Try to format a 64 GB USB drive as FAT32 in Windows - Disk Management,
format.com, the right-click menu, doesn't matter - and Windows refuses.
FAT32 itself doesn't have that problem. With 512-byte sectors, the format
supports volumes up to roughly 2 TB. The 32 GB wall is a decision
Microsoft made in their own formatter, not a constraint of the file
format.
Why it still matters: a lot of cameras, game consoles, car stereos, and smart TVs only understand FAT32. Not exFAT, not NTFS. If you've got a 64 GB card for one of those devices, Windows' built-in tools simply won't get you there.
What's actually involved
A FAT32 volume needs, in order:
- A boot sector describing the volume (sectors per cluster, FAT size, total sectors, where the root directory lives)
- An FSInfo sector with free-cluster bookkeeping
- A backup boot sector
- Two copies of the FAT itself (the table that tracks which clusters belong to which file)
- A root directory, which for FAT32 is just the first cluster of the data area
None of that is large or complicated. The reserved area is typically 32 sectors. Even the FAT tables, sized to the drive, are a small fraction of total capacity. The actual data area - the part Windows' formatter is supposedly protecting you from - is untouched by any of this. Quick format never even looks at it.
So we wrote it ourselves
PHAT32 builds these structures directly: the same sizing formulas Windows itself uses internally (cluster size tables, the FAT-size calculation from Microsoft's own FAT32 spec), just without the artificial size check. It locks the volume, writes the boot sector and FAT tables, and - this part matters - reads everything back afterward to confirm it landed correctly, rather than assuming a write succeeded just because the API call didn't return an error.
There's also a full-format option that scans every data cluster for bad sectors and marks any it finds, the same way a real formatter would. Quick format is still the default, since most people formatting a healthy USB drive don't need to wait for a full surface scan.
It's on GitHub if you want to see how it's built, or just want the tool.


* **Work instruction**: A complete answer lists every line of the material where the string "span" occurs.

* **The records**:
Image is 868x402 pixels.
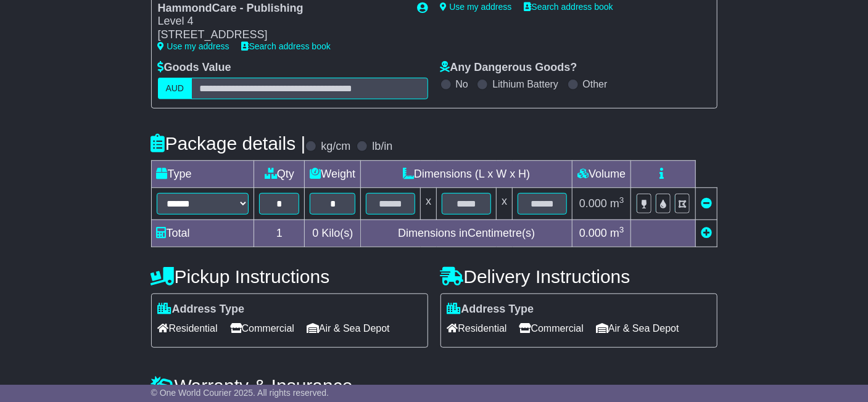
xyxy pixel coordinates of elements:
[158,302,245,316] label: Address Type
[701,198,711,210] a: Remove this item
[596,319,679,338] span: Air & Sea Depot
[572,160,631,187] td: Volume
[151,220,254,247] td: Total
[306,319,390,338] span: Air & Sea Depot
[158,2,405,15] div: HammondCare - Publishing
[305,220,361,247] td: Kilo(s)
[583,79,607,90] label: Other
[230,319,294,338] span: Commercial
[158,15,405,29] div: Level 4
[610,227,624,239] span: m
[158,42,229,51] a: Use my address
[620,195,624,204] sup: 3
[456,79,468,90] label: No
[158,319,218,338] span: Residential
[312,227,318,239] span: 0
[610,198,624,210] span: m
[579,198,607,210] span: 0.000
[492,79,558,90] label: Lithium Battery
[158,78,192,100] label: AUD
[361,160,572,187] td: Dimensions (L x W x H)
[151,160,254,187] td: Type
[372,140,392,154] label: lb/in
[254,220,305,247] td: 1
[579,227,607,239] span: 0.000
[701,227,711,239] a: Add new item
[524,2,613,12] a: Search address book
[254,160,305,187] td: Qty
[321,140,350,154] label: kg/cm
[151,133,306,154] h4: Package details |
[151,376,718,396] h4: Warranty & Insurance
[151,266,428,287] h4: Pickup Instructions
[620,225,624,235] sup: 3
[441,61,577,75] label: Any Dangerous Goods?
[496,187,512,220] td: x
[420,187,437,220] td: x
[158,29,405,42] div: [STREET_ADDRESS]
[448,302,534,316] label: Address Type
[158,61,231,75] label: Goods Value
[441,266,718,287] h4: Delivery Instructions
[441,2,512,12] a: Use my address
[305,160,361,187] td: Weight
[361,220,572,247] td: Dimensions in Centimetre(s)
[241,42,330,51] a: Search address book
[151,388,329,398] span: © One World Courier 2025. All rights reserved.
[519,319,583,338] span: Commercial
[448,319,507,338] span: Residential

* **Task solution**:
[596,319,679,338] span: Air & Sea Depot
[306,319,390,338] span: Air & Sea Depot
[230,319,294,338] span: Commercial
[610,227,624,239] span: m
[158,319,218,338] span: Residential
[312,227,318,239] span: 0
[610,198,624,210] span: m
[579,198,607,210] span: 0.000
[579,227,607,239] span: 0.000
[151,388,329,398] span: © One World Courier 2025. All rights reserved.
[519,319,583,338] span: Commercial
[448,319,507,338] span: Residential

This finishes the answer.